This book addresses key issues in contemporary theory, including the nature of interpretation of bills of rights and the legitimacy and justification of judicial review.
This book addresses key issues in contemporary theory, including the nature of interpretation of bills of rights and the legitimacy and justification of judicial review.Hinweis: Dieser Artikel kann nur an eine deutsche Lieferadresse ausgeliefert werden.
Grant Huscroft is Professor and Associate Dean at the University of Western Ontario in London. He was a member of the Faculty of Law at the University of Auckland, New Zealand, from 1992-2002 and has been a visiting professor at McGill University. He has written extensively about constitutional rights and judicial review and his work has been published in Canada, the United States, the UK, New Zealand, and Australia. He co-authored the leading treatise on constitutional rights in New Zealand, The New Zealand Bill of Rights, and has co-edited four collections of essays.
Inhaltsangabe
Part I. Morality and the Enterprise of Interpretation: 1. What does constitutional interpretation interpret? Steven D. Smith; 2. Do judges reason morally? Jeremy Waldron; 3. Constitutional morality and bills of rights W. J. Waluchow; 4. Justification and rights limitations Bradley W. Miller; Part II. Judicial Review, Legitimacy, and Justification: 5. Constitutions, judicial review, moral rights, and democracy: disentangling the issues Larry Alexander; 6. The incoherencies of constitutional positivism David Dyzenhaus; 7. The travails of Justice Waldron James Allan; 8. Deference rather than defiance: the limits of the judicial role in constitutional adjudication Aileen Kavanagh; Part III. Unwritten Constitutional Principles: 9. Constitutional justice and the concept of law T. R. S. Allan; 10. Written constitutions and unwritten constitutionalism Mark D. Walters; 11. Unwritten constitutional principles Jeffrey Goldsworthy.
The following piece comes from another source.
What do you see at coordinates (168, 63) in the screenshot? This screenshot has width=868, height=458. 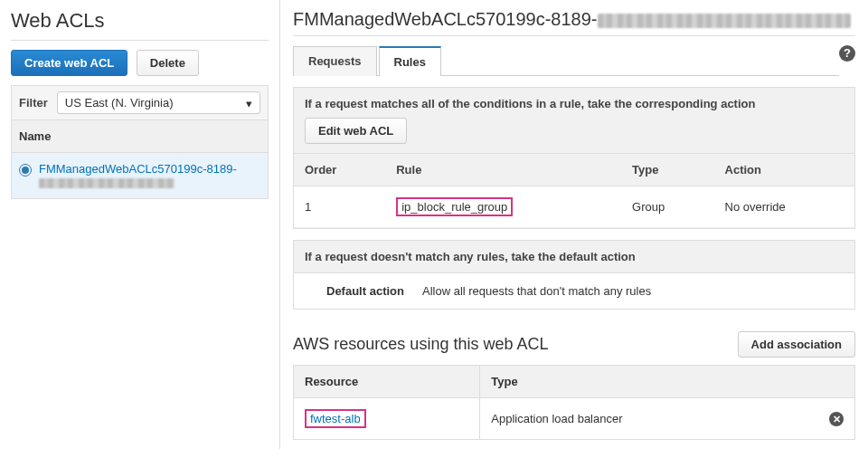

Part I. Morality and the Enterprise of Interpretation: 1. What does constitutional interpretation interpret? Steven D. Smith; 2. Do judges reason morally? Jeremy Waldron; 3. Constitutional morality and bills of rights W. J. Waluchow; 4. Justification and rights limitations Bradley W. Miller; Part II. Judicial Review, Legitimacy, and Justification: 5. Constitutions, judicial review, moral rights, and democracy: disentangling the issues Larry Alexander; 6. The incoherencies of constitutional positivism David Dyzenhaus; 7. The travails of Justice Waldron James Allan; 8. Deference rather than defiance: the limits of the judicial role in constitutional adjudication Aileen Kavanagh; Part III. Unwritten Constitutional Principles: 9. Constitutional justice and the concept of law T. R. S. Allan; 10. Written constitutions and unwritten constitutionalism Mark D. Walters; 11. Unwritten constitutional principles Jeffrey Goldsworthy.